Growing up, it was always my mum forcing me into sports teams and classes, rather than me begging her to let me join every single one I learnt about. I despised team sports, the competition aspect of them really threw me. I remember pleading with her to take me out of my gymnastics competition as we walked home from school. No, I don’t have performance anxiety (you should see me on Karaoke nights at the bar), it was just every fibre of my being did not want to compete against other people. 

Instead I was the girl that did dance, circus (and horse riding) growing up. I found brilliance in the artistic and emotional expression of these sports, being able to merge imagination with athletic strength was exceptional. And I loved it all. I didn’t have to do Saturday sports in the unpredictable Melbourne weather, or worry about tearing my ACL, and especially not (god forbid) being the player that lost the team the win. 

But then I stopped circus, and dance lessons, and had to (unfortunately) focus on my school work. Yet in the midst of all this, I went to the gym. During my senior years of high school I went about two days a week, mainly group fitness classes, and the odd attempt at running on the treadmill, which came to a glaring halt at covid… of course. What I didn’t realise back then, was how settled I felt at the gym. Lifting weights lets my brain go calm, and my heart restore itself. Because it turned out, I have anxiety. And the gym soon enough became a remedy. 

This all came about during my semester abroad here at UEA last year, I found a lot of peace in the gym. No, not in the music I listen to, or the heft of the weights… or the scary gym bros in compression t-shirts, but in the routine and the discipline it has taught me. Bringing myself to the gym became a reliable coping mechanism to calm my rapidly berating heart and nauseous stomach during any moment of panic. Over everything, through my whole life I wanted, needed, craved, control. If everything went the way I had planned, life would be golden. But we all know this is not the case. Anxiety is tough in that sense, because so little of life is within our jurisdiction. So I took on finding where I had control in life, and somehow the gym was the biggest factor. The gym is a ‘myself against myself’ competition, I am the only one I am working against, my body vs my brain – the dumbbells are just there as witness. It was hard work, day in and day out, six days a week. But it was bliss, and I started to get some control back. 

However, September 2023 threw me through a loop. After my semester abroad and months of travelling, I was home in Melbourne, angry, lonely, sad and confused. My brain was tired, my heart was sore and my body was unwell. I didn’t recognise myself in many ways, my body looked different and my head was conflicted. But I knew that if I had nothing else in those moments of despair and grief, I could at least get my strength back. So I spent 3 months sober and within that time working back up to my usual weights and routine. I was able to come back from disarray and learnt that if I could push myself, and deal with the pain of weightlifting, than barely anything else could hurt me. I was putting myself through physical and mental challenges, training in a way that I can now say has built me into a well recovered (and relatively buff) person. 

Growing up, there was something about competing against other people that I couldn’t bring myself to do – but competing against myself, to challenge my strength and grit is where I have found mental peace. The gym lets my brain go quiet except for the push that I can do more. I am stronger than I realise and I know it is just my mentality holding me back. There was something so impressive to me about being able to build yourself the way people do in the gym. The lifestyle is rigorous and time consuming, but to know how strong you are – and being able to see it as well –is a feat of strength I am proud to say I have a little bit of.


To do:
Everything in the data below is left aside except the lines from the one containing "is (1487, 774)." through the one containing "Locate an element"; repeat those exactly.

Exercise inputs:
[Start of Attachment]

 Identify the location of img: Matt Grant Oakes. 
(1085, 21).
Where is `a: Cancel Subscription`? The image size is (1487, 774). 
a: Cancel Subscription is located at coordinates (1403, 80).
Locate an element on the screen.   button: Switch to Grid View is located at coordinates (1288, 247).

[End of Attachment]
[Start of Attachment]

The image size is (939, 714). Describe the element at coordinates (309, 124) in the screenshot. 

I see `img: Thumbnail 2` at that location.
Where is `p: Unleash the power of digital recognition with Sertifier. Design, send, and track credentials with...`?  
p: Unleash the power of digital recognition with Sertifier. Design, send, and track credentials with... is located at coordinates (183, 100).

[End of Attachment]
[Start of Attachment]

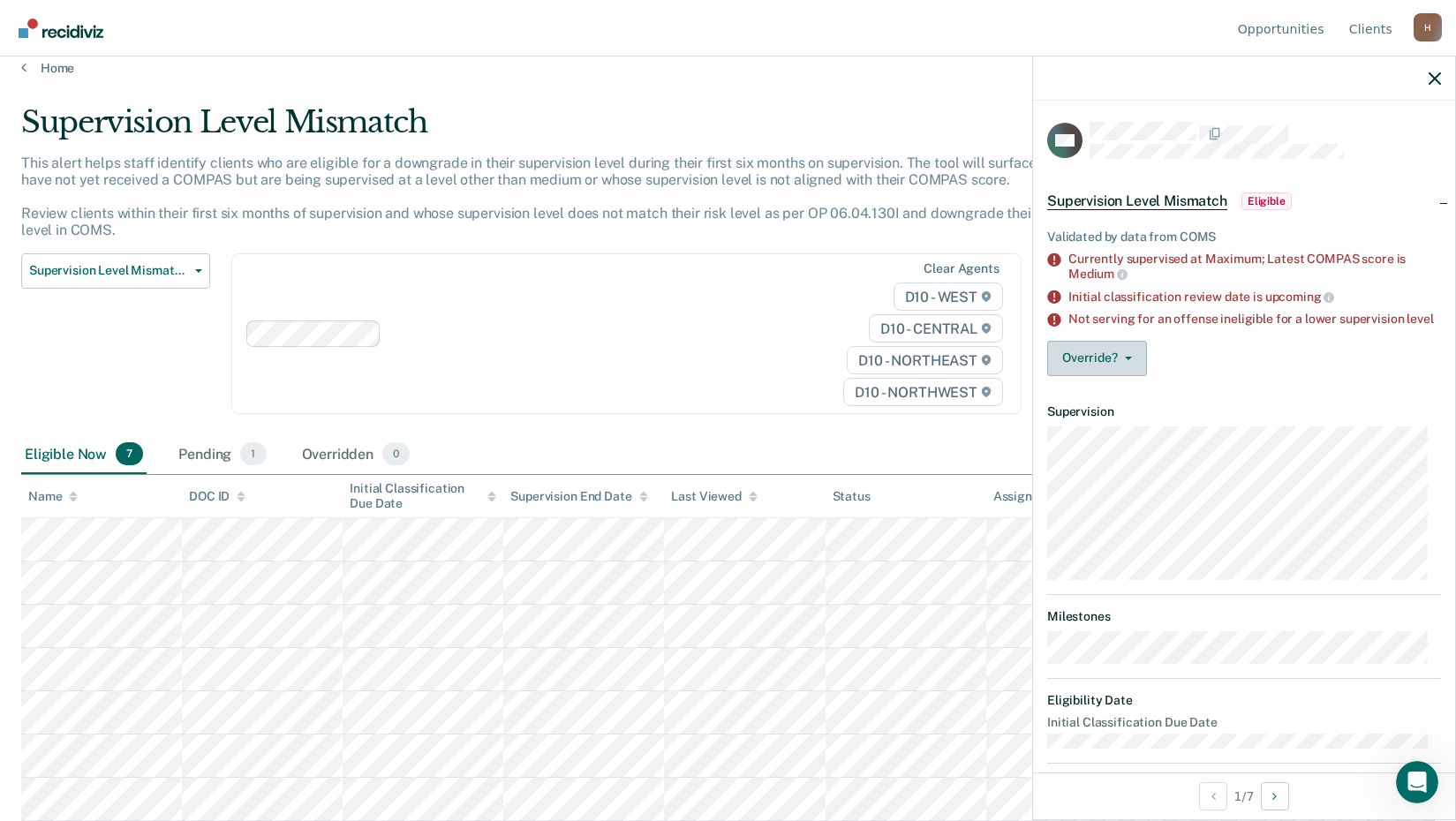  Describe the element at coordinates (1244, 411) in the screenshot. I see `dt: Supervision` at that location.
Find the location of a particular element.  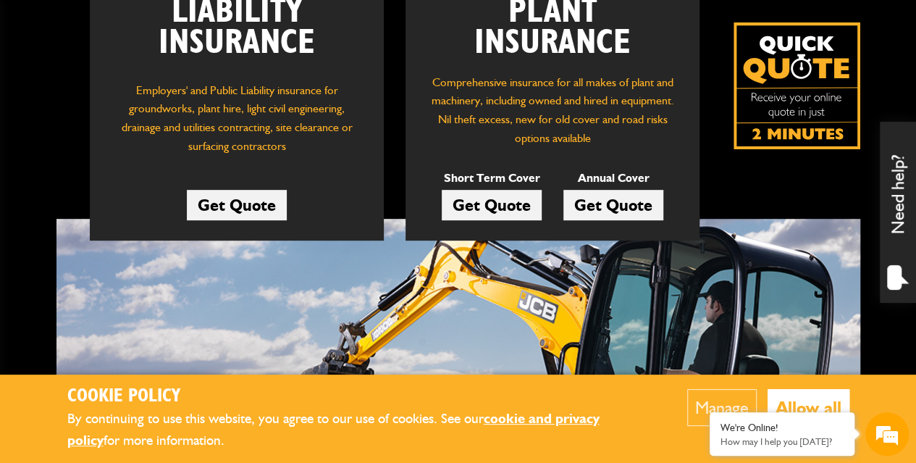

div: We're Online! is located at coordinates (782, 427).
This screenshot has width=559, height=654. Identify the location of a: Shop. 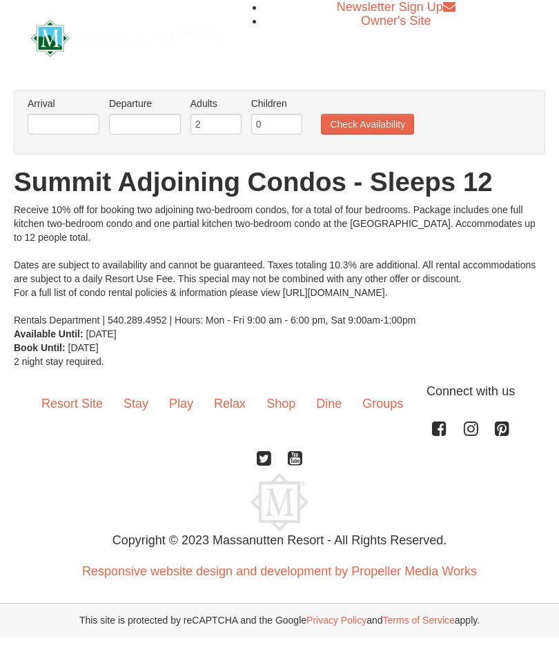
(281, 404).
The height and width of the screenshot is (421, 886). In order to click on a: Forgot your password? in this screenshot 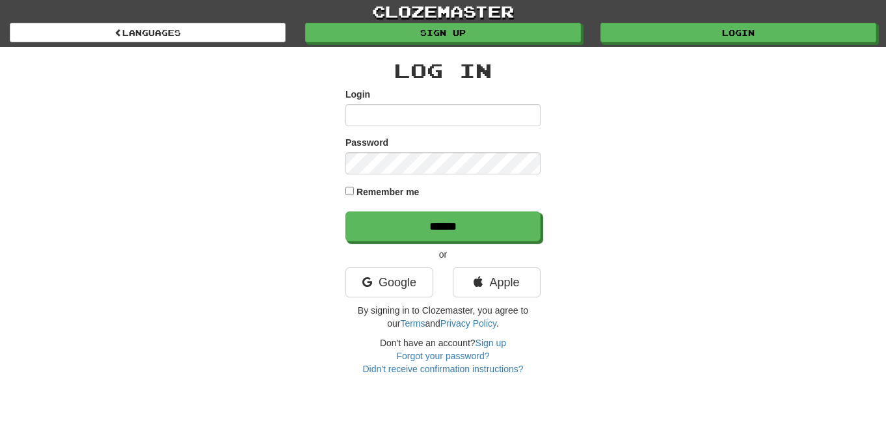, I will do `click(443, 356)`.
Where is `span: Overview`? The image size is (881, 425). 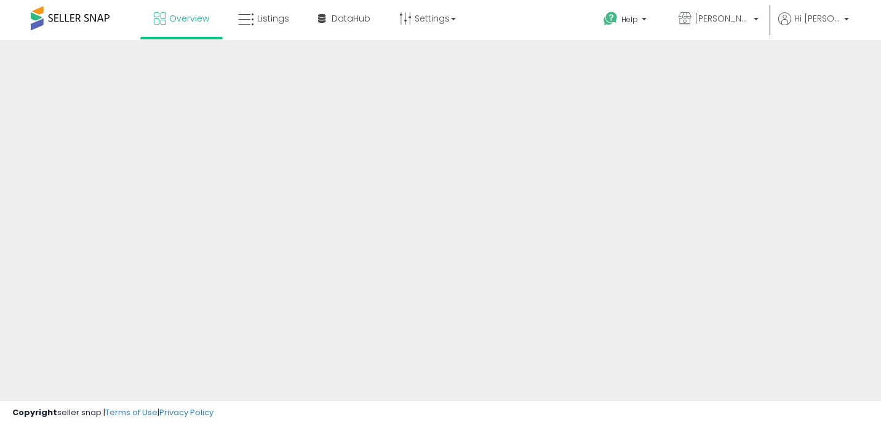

[End of Attachment]

Finished task:
Where is `a: Cancel Subscription`? The image size is (1487, 774). 
a: Cancel Subscription is located at coordinates (1403, 80).
Locate an element on the screen.   button: Switch to Grid View is located at coordinates (1288, 247).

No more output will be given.